In his first stint as CEO, Mr. Lafley's priority was growth. He bought up beauty brands such as Clairol and Wella and presided over the company's $53 billion acquisition of Gillette Co. in 2005, which came with Oral-B toothbrushes and Duracell batteries. The acquisitions, along with strong growth by P&G's legacy brands, helped the company roughly double its sales over the decade.
Since 2010, however, P&G's annual sales have shown only single-digit growth in percentage terms, partly a result of the company's emphasis on premium-priced household products in an environment where consumers have been cutting back on spending.
The consumer-products business is struggling with lackluster sales. After keeping pace with overall economic growth for decades, unit sales of basics like laundry detergent and toothpaste have been largely flat for the past three years in the U.S., P&G's biggest market.
P&G's new approach reflects the reality of the new environment. Executives pointed to weak growth rates for consumer products and said a stronger dollar took a $1.1 billion bite out of the company's profit in the just-ended year.

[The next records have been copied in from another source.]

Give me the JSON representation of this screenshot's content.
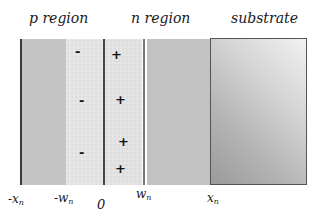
{
  "diagram": {
    "regions": [
      {
        "id": "p",
        "title": "p region"
      },
      {
        "id": "n",
        "title": "n region"
      },
      {
        "id": "substrate",
        "title": "substrate"
      }
    ],
    "axis_labels": [
      {
        "id": "neg-xn",
        "prefix": "-x",
        "sub": "n"
      },
      {
        "id": "neg-wn",
        "prefix": "-w",
        "sub": "n"
      },
      {
        "id": "zero",
        "prefix": "0",
        "sub": ""
      },
      {
        "id": "wn",
        "prefix": "w",
        "sub": "n"
      },
      {
        "id": "xn",
        "prefix": "x",
        "sub": "n"
      }
    ],
    "charges": {
      "negative_symbol": "-",
      "positive_symbol": "+",
      "negative_count": 3,
      "positive_count": 4
    },
    "colors": {
      "bulk_fill": "#c4c4c4",
      "depletion_fill": "#e6e6e6",
      "boundary_line": "#3a3a3a",
      "substrate_border": "#555555"
    }
  }
}
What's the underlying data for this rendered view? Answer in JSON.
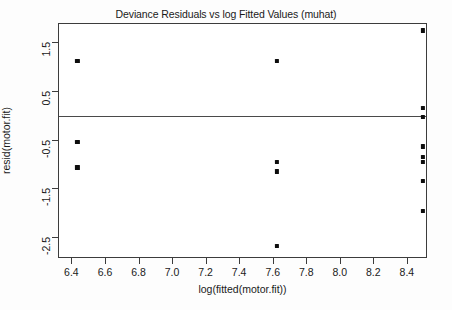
{
  "chart_data": {
    "type": "scatter",
    "title": "Deviance Residuals vs log Fitted Values (muhat)",
    "xlabel": "log(fitted(motor.fit))",
    "ylabel": "resid(motor.fit)",
    "xlim": [
      6.32,
      8.52
    ],
    "ylim": [
      -2.92,
      1.88
    ],
    "xticks": [
      "6.4",
      "6.6",
      "6.8",
      "7.0",
      "7.2",
      "7.4",
      "7.6",
      "7.8",
      "8.0",
      "8.2",
      "8.4"
    ],
    "xtick_values": [
      6.4,
      6.6,
      6.8,
      7.0,
      7.2,
      7.4,
      7.6,
      7.8,
      8.0,
      8.2,
      8.4
    ],
    "yticks": [
      "1.5",
      "0.5",
      "-0.5",
      "-1.5",
      "-2.5"
    ],
    "ytick_values": [
      1.5,
      0.5,
      -0.5,
      -1.5,
      -2.5
    ],
    "grid": false,
    "legend": null,
    "marker": "filled-square",
    "marker_color": "#0d0d0d",
    "reference_line": {
      "orientation": "horizontal",
      "y": 0,
      "color": "#4a4a4a"
    },
    "points": [
      {
        "x": 6.43,
        "y": 1.12
      },
      {
        "x": 6.43,
        "y": -0.52
      },
      {
        "x": 6.43,
        "y": -1.05
      },
      {
        "x": 7.62,
        "y": 1.12
      },
      {
        "x": 7.62,
        "y": -0.93
      },
      {
        "x": 7.62,
        "y": -1.13
      },
      {
        "x": 7.62,
        "y": -2.65
      },
      {
        "x": 8.49,
        "y": 1.75
      },
      {
        "x": 8.49,
        "y": 0.17
      },
      {
        "x": 8.49,
        "y": -0.02
      },
      {
        "x": 8.49,
        "y": -0.62
      },
      {
        "x": 8.49,
        "y": -0.84
      },
      {
        "x": 8.49,
        "y": -0.93
      },
      {
        "x": 8.49,
        "y": -1.32
      },
      {
        "x": 8.49,
        "y": -1.93
      }
    ]
  }
}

To counter the broader headwinds, P&G in 2012 launched an aggressive plan to cut costs and improve productivity, but has struggled to accelerate sales. Before he left P&G, Mr. McDonald also said the company would focus its efforts on the products and markets most responsible for its sales and profit.
The company is taking that effort a big step further now by preparing to cut ties with its outlying brands. Many of the labels P&G is expected to shed are small, though it will hang on to some niche market leaders like Fixodent denture adhesives and Dreft laundry detergent for baby clothes.
"Keep buying Dreft," Mr. Lafley said.
Of the brands P&G plans to focus resources on, 23 have sales of $1 billion to $10 billion, 14 have sales between $500 million and $1 billion, and 30 to 40 have sales of $100 million to $500 million.
Had the remaining 90 to 100 brands been excluded from P&G's portfolio for the past few years, the company's organic sales growth would have been a percentage point higher than what it reported, Mr. Lafley said
P&G's plans are likely to set off a frenzy among deal makers. On Friday, investment bankers and private-equity firms were combing through lists of P&G brands to identify deal possibilities. Companies such as B&G Foods Inc. and Pinnacle  Foods Inc., which owns everything from Duncan Hines cake mix to Vlasic pickles, have crafted an entire strategy around buying other groups' brands and leveraging their retail channels.
Brynwood Partners, a private-equity firm that specializes in buying small consumer brands from large companies like Unilever  PLC and Kraft Foods Group Inc., said it would be looking at what P&G might sell. "We are always interested when the larger companies are considering portfolio rationalizations," Brynwood CEO Henk Hartong III said Friday. The firm bought Zest soap from P&G in 2011.
Sorting through P&G's 180 or so brands is a complex task, in part due to oddities in the way the company classifies them.
Some P&G brands, like Pampers, have the same name all over the world. Others, like Always feminine-care products, are sold under the brand Whisper in Asia, but the company considers the two a single brand. P&G also considers its various dishwashing liquids like Dawn in the U.S., Fairy in the U.K. and Joy in Japan "clones" that in essence make them a single brand. But under the Gillette umbrella, the Venus, Mach3 and Fusion razor franchises are considered separate brands."I will be the first to say that counting brands is a very difficult thing," Mr. Lafley said. "Even around here."